In time, Lucy got over Brandon. She had to, given that every day she was confronted by him and Evie draped over each other, giggling and kissing, and darting off for shared showers in the middle of the afternoon. It was painful, but at least it made an effective cure for her crush. Despite this, Calida wasn’t immune to the occasional flirtatious comment from Brandon—whose sly advances corroborated Lucy’s suspicion
that he did indeed have it bad for her—and even a stoned offer one night to draw her naked.

‘You’d make the perfect subject,’ Brandon said, leaning in, eyes red-rimmed, ‘kind of lost and sexy … I’m really into you, Calida. Evie and I have an understanding … she’s cool about other girls. What do you say we make this happen …?’

Flatly, Calida turned him down, before getting up and going to bed.

‘Hey,’ he moaned at her retreating back, ‘you could at least suck me off?’

‘Suck yourself off, dickhead.’

The next morning Brandon attempted to retract his advance, mortally embarrassed, and make out like he’d been so out of it he hadn’t known what he was saying. ‘I thought you were Evie,’ he wheedled. ‘You won’t tell her, will you?’

Calida had no intention of mentioning the slip to Evie but she chose not to tell Brandon this.
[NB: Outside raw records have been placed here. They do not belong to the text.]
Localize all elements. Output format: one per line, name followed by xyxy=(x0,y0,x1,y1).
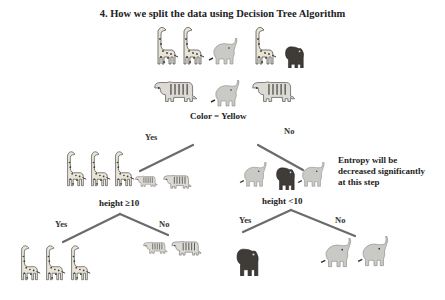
giraffe-icon xyxy=(62,148,88,190)
root-condition-label: Color = Yellow xyxy=(190,111,247,121)
edge-right-no xyxy=(291,210,355,236)
edge-label-left-no: No xyxy=(159,219,169,229)
elephant-icon xyxy=(297,162,329,190)
tiger-icon xyxy=(152,78,198,106)
edge-label-right-yes: Yes xyxy=(239,215,251,225)
elephant-icon xyxy=(208,38,242,68)
tiger-icon xyxy=(142,240,168,256)
entropy-note: Entropy will be decreased significantly … xyxy=(338,155,425,188)
tiger-icon xyxy=(168,240,204,257)
elephant-icon xyxy=(239,162,271,190)
edge-left-yes xyxy=(63,214,120,242)
giraffe-icon xyxy=(66,240,92,286)
giraffe-icon xyxy=(16,240,42,286)
giraffe-icon xyxy=(110,148,136,190)
bear-icon xyxy=(282,44,306,68)
edge-root-yes xyxy=(140,145,193,171)
giraffe-icon xyxy=(250,25,278,67)
edge-label-root-yes: Yes xyxy=(145,132,157,142)
tiger-icon xyxy=(160,174,194,190)
elephant-icon xyxy=(320,238,356,272)
left-condition-label: height ≥10 xyxy=(99,198,139,208)
tiger-icon xyxy=(250,78,296,106)
bear-icon xyxy=(274,164,296,190)
elephant-icon xyxy=(210,80,244,110)
right-condition-label: height <10 xyxy=(262,196,302,206)
edge-label-root-no: No xyxy=(284,126,294,136)
tiger-icon xyxy=(134,174,158,189)
edge-label-right-no: No xyxy=(335,215,345,225)
giraffe-icon xyxy=(178,25,206,67)
elephant-icon xyxy=(357,236,393,272)
giraffe-icon xyxy=(41,240,67,286)
edge-label-left-yes: Yes xyxy=(55,219,67,229)
note-line: Entropy will be xyxy=(338,155,425,166)
note-line: decreased significantly xyxy=(338,166,425,177)
giraffe-icon xyxy=(86,148,112,190)
giraffe-icon xyxy=(152,25,180,67)
note-line: at this step xyxy=(338,177,425,188)
bear-icon xyxy=(234,244,260,276)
It was useful to own a piece of him—especially since he’d begun work at a studio in Manhattan and was returning to Williamsburg each night brimming with stories about the city’s power clique. Brandon was the key; she felt it. Now she only had to keep her eye out for the door—and, soon enough, that door appeared.
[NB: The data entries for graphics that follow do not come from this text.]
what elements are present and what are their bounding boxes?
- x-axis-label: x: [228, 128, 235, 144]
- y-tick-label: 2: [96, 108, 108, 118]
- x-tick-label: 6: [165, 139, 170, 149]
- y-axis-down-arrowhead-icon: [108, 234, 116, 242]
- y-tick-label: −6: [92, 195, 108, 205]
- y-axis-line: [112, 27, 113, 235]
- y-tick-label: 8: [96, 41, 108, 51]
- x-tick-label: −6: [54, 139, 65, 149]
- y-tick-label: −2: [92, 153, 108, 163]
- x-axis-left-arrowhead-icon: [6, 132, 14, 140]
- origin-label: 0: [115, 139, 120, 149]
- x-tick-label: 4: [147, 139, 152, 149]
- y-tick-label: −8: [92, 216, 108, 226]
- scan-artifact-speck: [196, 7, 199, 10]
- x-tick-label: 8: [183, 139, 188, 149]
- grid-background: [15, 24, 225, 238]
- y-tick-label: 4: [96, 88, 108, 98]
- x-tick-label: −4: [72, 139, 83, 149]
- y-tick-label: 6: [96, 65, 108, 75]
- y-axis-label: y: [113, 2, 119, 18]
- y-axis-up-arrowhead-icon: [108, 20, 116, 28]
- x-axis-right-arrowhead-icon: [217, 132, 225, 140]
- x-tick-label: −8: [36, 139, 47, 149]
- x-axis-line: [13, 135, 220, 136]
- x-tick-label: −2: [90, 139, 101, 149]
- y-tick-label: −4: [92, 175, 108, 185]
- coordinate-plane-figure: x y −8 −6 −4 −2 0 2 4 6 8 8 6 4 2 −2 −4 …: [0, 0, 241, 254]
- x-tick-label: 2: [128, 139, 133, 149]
Brandon and Evie became closer, exacerbating his fear of Calida’s reveal. The job offer bought and secured her silence: they both knew it.

It came about through a friend, who was assistant to a fashion photographer on East 8th. The friend was going abroad and the studio was seeking a replacement: did Brandon know anyone? Calida had already shared her photographs of New York with him—golden light falling in shafts across the Chrysler Building, the crinkled face of a storekeeper by the side of the road, the majestic, emerald Statue of Liberty like
a giant aquarium ornament—and he encouraged her to put them in a portfolio.